Startups: Start with a Problem, Not an Idea Print E-mail

Startups: Start with a Problem, Not an Idea

Sunday, March 22, 2009
Martin Zwilling CEO & Founder of Startup Professionals, Inc.

Potential startup founders are always looking for ideas to implement, when they should be looking for problems to solve. Customers pay for solutions, and there is no market for ideas. I’m often approached by people with a “million dollar idea,” but I haven’t seen anyone pay for one of these yet.

Equally often, I see startups who are on the road to implementing an idea, but haven’t figured out what problem it solves – the business plan waxes on eloquently for 20 pages about how great this product and technology is, but never gets around to defining the problem (investors call it the “solution looking for a problem” syndrome).


A related “red flag” in a business plan is a missing competitive analysis section, or a short paragraph that essentially says, “this product has no competition.” My reaction is, if there is no competition, then there is no market demand for your product, so why are you building it?

Luckily, many startups are smart enough to keep morphing their idea, until it finally fits a real-world problem, and they can move forward in the marketplace. Unfortunately they could have saved themselves much lost time, money, and heartache if they had just focused on identifying the problem before they built a solution.


Smart startups also don’t forget that startup ideas are solutions for companies, and companies have to make money. The way to make money is to make something people need (not necessarily what they want). Here are some thoughts on problems people might really spend money to resolve:
  • Automate a labor intensive process. Henry Ford applied this principle to auto manufacturing, Lotus 1-2-3 applied it to accounting spreadsheets, and Google applied it to information mining on the Internet. There are still millions of these opportunities for startups out there.

  • Fix something that’s broken. In business, it seems to me that the traditional banking business models are broken or at least no longer fit the purpose. On the other end of the spectrum, Internet dating sites don’t seem to work. They have millions of users, so they must be promising something people want. And yet they work horribly. Just ask anyone who uses them.

  • Take a luxury and make it a commodity. People must want something if they pay a lot for it. It is a very rare product that can't be made dramatically cheaper if you try. When you make something dramatically cheaper, you sell more, and people start to use it in different ways. For example, once cell phones were so cheap that most people had one, people started using them as cameras and Internet devices.

  • Making things cheaper and easier to use. Making things cheaper means more volume and more profit. For a long time making things cheaper made them easier, but now even cheap things are too complicated. Computer applications today are cheap, but often impossible to use.

  • Take it to the next level. Solve the currently intractable problems that impact all of us. Cure cancer, predict where earthquakes will occur, find alternative energy sources, and solve the global warming problem. There is no shortage of opportunity here.

Combine these with the value of really understanding every promising new technology, and the value of having friends with complementary skills. New technologies are the ingredients startup solutions are made of, and conversations with friends are the kitchen they're cooked in. Start cooking up a solution today that you can use as the “idea” for your next startup.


## Task details
Would you repeat the entries below exactly and omit the pictures?

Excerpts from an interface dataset
--*--

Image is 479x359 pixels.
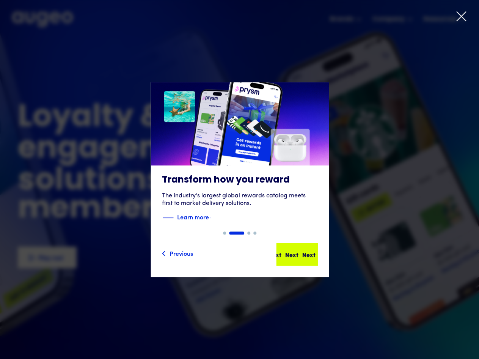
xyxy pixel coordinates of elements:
[151,82,329,231] a: Transform how you rewardThe industry's largest global rewards catalog meets first to market deliv...
[285,250,298,259] div: Next
[177,212,209,221] strong: Learn more
[247,231,250,235] div: Show slide 3 of 4
[210,213,221,222] img: Blue text arrow
[162,192,318,207] div: The industry's largest global rewards catalog meets first to market delivery solutions.
[302,250,315,259] div: Next
[162,213,173,222] img: Blue decorative line
[170,249,193,258] div: Previous
[253,231,257,235] div: Show slide 4 of 4
[223,231,226,235] div: Show slide 1 of 4
[276,243,318,266] a: NextNextNext
[162,175,318,186] h3: Transform how you reward
[229,231,244,235] div: Show slide 2 of 4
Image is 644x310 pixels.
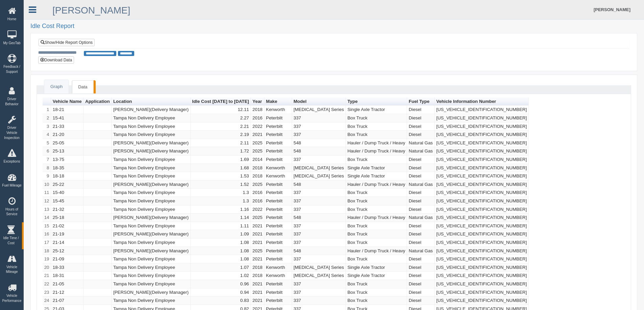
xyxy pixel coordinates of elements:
[251,180,264,189] td: 2025
[51,106,83,114] td: 18-21
[434,264,528,272] td: [US_VEHICLE_IDENTIFICATION_NUMBER]
[345,247,406,255] td: Hauler / Dump Truck / Heavy
[292,272,345,281] td: [MEDICAL_DATA] Series
[292,247,345,255] td: 548
[251,222,264,231] td: 2021
[42,140,51,148] td: 5
[406,289,434,297] td: Diesel
[190,180,251,189] td: 1.52
[434,222,528,231] td: [US_VEHICLE_IDENTIFICATION_NUMBER]
[434,164,528,173] td: [US_VEHICLE_IDENTIFICATION_NUMBER]
[51,264,83,272] td: 18-33
[38,56,74,64] button: Download Data
[42,264,51,272] td: 20
[345,156,406,164] td: Box Truck
[51,164,83,173] td: 18-35
[42,214,51,222] td: 14
[112,172,190,180] td: Tampa Non Delivery Employee
[345,272,406,281] td: Single Axle Tractor
[434,214,528,222] td: [US_VEHICLE_IDENTIFICATION_NUMBER]
[292,214,345,222] td: 548
[406,147,434,156] td: Natural Gas
[292,289,345,297] td: 337
[42,197,51,206] td: 12
[251,147,264,156] td: 2025
[345,180,406,189] td: Hauler / Dump Truck / Heavy
[345,188,406,197] td: Box Truck
[112,230,190,239] td: [PERSON_NAME](Delivery Manager)
[251,98,264,106] th: Sort column
[406,131,434,140] td: Diesel
[42,297,51,305] td: 24
[434,131,528,140] td: [US_VEHICLE_IDENTIFICATION_NUMBER]
[406,188,434,197] td: Diesel
[292,206,345,214] td: 337
[406,230,434,239] td: Diesel
[345,281,406,289] td: Box Truck
[434,172,528,180] td: [US_VEHICLE_IDENTIFICATION_NUMBER]
[292,255,345,264] td: 337
[345,172,406,180] td: Single Axle Tractor
[406,281,434,289] td: Diesel
[112,147,190,156] td: [PERSON_NAME](Delivery Manager)
[251,289,264,297] td: 2021
[292,156,345,164] td: 337
[264,222,291,231] td: Peterbilt
[264,281,291,289] td: Peterbilt
[406,140,434,148] td: Natural Gas
[345,114,406,122] td: Box Truck
[292,106,345,114] td: [MEDICAL_DATA] Series
[190,197,251,206] td: 1.3
[264,147,291,156] td: Peterbilt
[264,297,291,305] td: Peterbilt
[51,272,83,281] td: 18-31
[42,247,51,255] td: 18
[406,247,434,255] td: Natural Gas
[112,255,190,264] td: Tampa Non Delivery Employee
[51,214,83,222] td: 25-18
[42,172,51,180] td: 9
[112,114,190,122] td: Tampa Non Delivery Employee
[51,289,83,297] td: 21-12
[42,131,51,140] td: 4
[112,122,190,131] td: Tampa Non Delivery Employee
[190,239,251,247] td: 1.08
[51,98,83,106] th: Sort column
[434,297,528,305] td: [US_VEHICLE_IDENTIFICATION_NUMBER]
[264,114,291,122] td: Peterbilt
[51,156,83,164] td: 13-75
[42,281,51,289] td: 22
[42,239,51,247] td: 17
[51,247,83,255] td: 25-12
[42,156,51,164] td: 7
[345,206,406,214] td: Box Truck
[292,114,345,122] td: 337
[190,172,251,180] td: 1.53
[190,281,251,289] td: 0.96
[264,122,291,131] td: Peterbilt
[345,164,406,173] td: Single Axle Tractor
[292,98,345,106] th: Sort column
[51,281,83,289] td: 21-05
[42,114,51,122] td: 2
[434,239,528,247] td: [US_VEHICLE_IDENTIFICATION_NUMBER]
[292,297,345,305] td: 337
[251,122,264,131] td: 2022
[44,80,69,94] a: Graph
[52,5,130,16] a: [PERSON_NAME]
[264,140,291,148] td: Peterbilt
[42,255,51,264] td: 19
[292,140,345,148] td: 548
[434,122,528,131] td: [US_VEHICLE_IDENTIFICATION_NUMBER]
[112,206,190,214] td: Tampa Non Delivery Employee
[112,180,190,189] td: [PERSON_NAME](Delivery Manager)
[42,206,51,214] td: 13
[112,106,190,114] td: [PERSON_NAME](Delivery Manager)
[264,156,291,164] td: Peterbilt
[434,147,528,156] td: [US_VEHICLE_IDENTIFICATION_NUMBER]
[190,222,251,231] td: 1.11
[264,131,291,140] td: Peterbilt
[251,164,264,173] td: 2018
[406,272,434,281] td: Diesel
[345,106,406,114] td: Single Axle Tractor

--*--

## Reply to the exercise
Image is 479x359 pixels.
xyxy pixel coordinates of elements:
[151,82,329,231] a: Transform how you rewardThe industry's largest global rewards catalog meets first to market deliv...
[285,250,298,259] div: Next
[177,212,209,221] strong: Learn more
[247,231,250,235] div: Show slide 3 of 4
[210,213,221,222] img: Blue text arrow
[162,192,318,207] div: The industry's largest global rewards catalog meets first to market delivery solutions.
[302,250,315,259] div: Next
[162,213,173,222] img: Blue decorative line
[170,249,193,258] div: Previous
[253,231,257,235] div: Show slide 4 of 4
[223,231,226,235] div: Show slide 1 of 4
[276,243,318,266] a: NextNextNext
[162,175,318,186] h3: Transform how you reward
[229,231,244,235] div: Show slide 2 of 4
Image is 644x310 pixels.
xyxy pixel coordinates of elements:
[251,180,264,189] td: 2025
[51,106,83,114] td: 18-21
[434,264,528,272] td: [US_VEHICLE_IDENTIFICATION_NUMBER]
[345,247,406,255] td: Hauler / Dump Truck / Heavy
[292,272,345,281] td: [MEDICAL_DATA] Series
[292,247,345,255] td: 548
[251,222,264,231] td: 2021
[42,140,51,148] td: 5
[406,289,434,297] td: Diesel
[190,180,251,189] td: 1.52
[434,222,528,231] td: [US_VEHICLE_IDENTIFICATION_NUMBER]
[434,164,528,173] td: [US_VEHICLE_IDENTIFICATION_NUMBER]
[51,264,83,272] td: 18-33
[38,56,74,64] button: Download Data
[42,264,51,272] td: 20
[345,156,406,164] td: Box Truck
[51,164,83,173] td: 18-35
[42,214,51,222] td: 14
[112,172,190,180] td: Tampa Non Delivery Employee
[345,272,406,281] td: Single Axle Tractor
[434,214,528,222] td: [US_VEHICLE_IDENTIFICATION_NUMBER]
[292,214,345,222] td: 548
[406,147,434,156] td: Natural Gas
[292,289,345,297] td: 337
[42,197,51,206] td: 12
[251,147,264,156] td: 2025
[345,180,406,189] td: Hauler / Dump Truck / Heavy
[345,188,406,197] td: Box Truck
[112,230,190,239] td: [PERSON_NAME](Delivery Manager)
[251,98,264,106] th: Sort column
[406,131,434,140] td: Diesel
[42,297,51,305] td: 24
[434,131,528,140] td: [US_VEHICLE_IDENTIFICATION_NUMBER]
[406,188,434,197] td: Diesel
[292,206,345,214] td: 337
[406,230,434,239] td: Diesel
[345,281,406,289] td: Box Truck
[434,172,528,180] td: [US_VEHICLE_IDENTIFICATION_NUMBER]
[292,255,345,264] td: 337
[345,172,406,180] td: Single Axle Tractor
[406,281,434,289] td: Diesel
[112,147,190,156] td: [PERSON_NAME](Delivery Manager)
[251,289,264,297] td: 2021
[292,156,345,164] td: 337
[264,222,291,231] td: Peterbilt
[264,281,291,289] td: Peterbilt
[406,140,434,148] td: Natural Gas
[345,114,406,122] td: Box Truck
[292,106,345,114] td: [MEDICAL_DATA] Series
[190,197,251,206] td: 1.3
[264,147,291,156] td: Peterbilt
[264,297,291,305] td: Peterbilt
[51,272,83,281] td: 18-31
[42,247,51,255] td: 18
[406,247,434,255] td: Natural Gas
[112,255,190,264] td: Tampa Non Delivery Employee
[51,214,83,222] td: 25-18
[42,172,51,180] td: 9
[112,114,190,122] td: Tampa Non Delivery Employee
[51,289,83,297] td: 21-12
[42,131,51,140] td: 4
[112,122,190,131] td: Tampa Non Delivery Employee
[190,239,251,247] td: 1.08
[51,98,83,106] th: Sort column
[434,297,528,305] td: [US_VEHICLE_IDENTIFICATION_NUMBER]
[264,114,291,122] td: Peterbilt
[51,156,83,164] td: 13-75
[42,281,51,289] td: 22
[42,239,51,247] td: 17
[51,247,83,255] td: 25-12
[42,156,51,164] td: 7
[345,206,406,214] td: Box Truck
[292,114,345,122] td: 337
[190,172,251,180] td: 1.53
[190,281,251,289] td: 0.96
[264,122,291,131] td: Peterbilt
[345,164,406,173] td: Single Axle Tractor
[292,98,345,106] th: Sort column
[51,281,83,289] td: 21-05
[42,114,51,122] td: 2
[434,239,528,247] td: [US_VEHICLE_IDENTIFICATION_NUMBER]
[292,297,345,305] td: 337
[251,122,264,131] td: 2022
[44,80,69,94] a: Graph
[52,5,130,16] a: [PERSON_NAME]
[264,140,291,148] td: Peterbilt
[42,255,51,264] td: 19
[292,140,345,148] td: 548
[434,122,528,131] td: [US_VEHICLE_IDENTIFICATION_NUMBER]
[112,206,190,214] td: Tampa Non Delivery Employee
[112,180,190,189] td: [PERSON_NAME](Delivery Manager)
[42,206,51,214] td: 13
[112,106,190,114] td: [PERSON_NAME](Delivery Manager)
[264,156,291,164] td: Peterbilt
[434,147,528,156] td: [US_VEHICLE_IDENTIFICATION_NUMBER]
[190,222,251,231] td: 1.11
[264,131,291,140] td: Peterbilt
[251,164,264,173] td: 2018
[406,272,434,281] td: Diesel
[345,106,406,114] td: Single Axle Tractor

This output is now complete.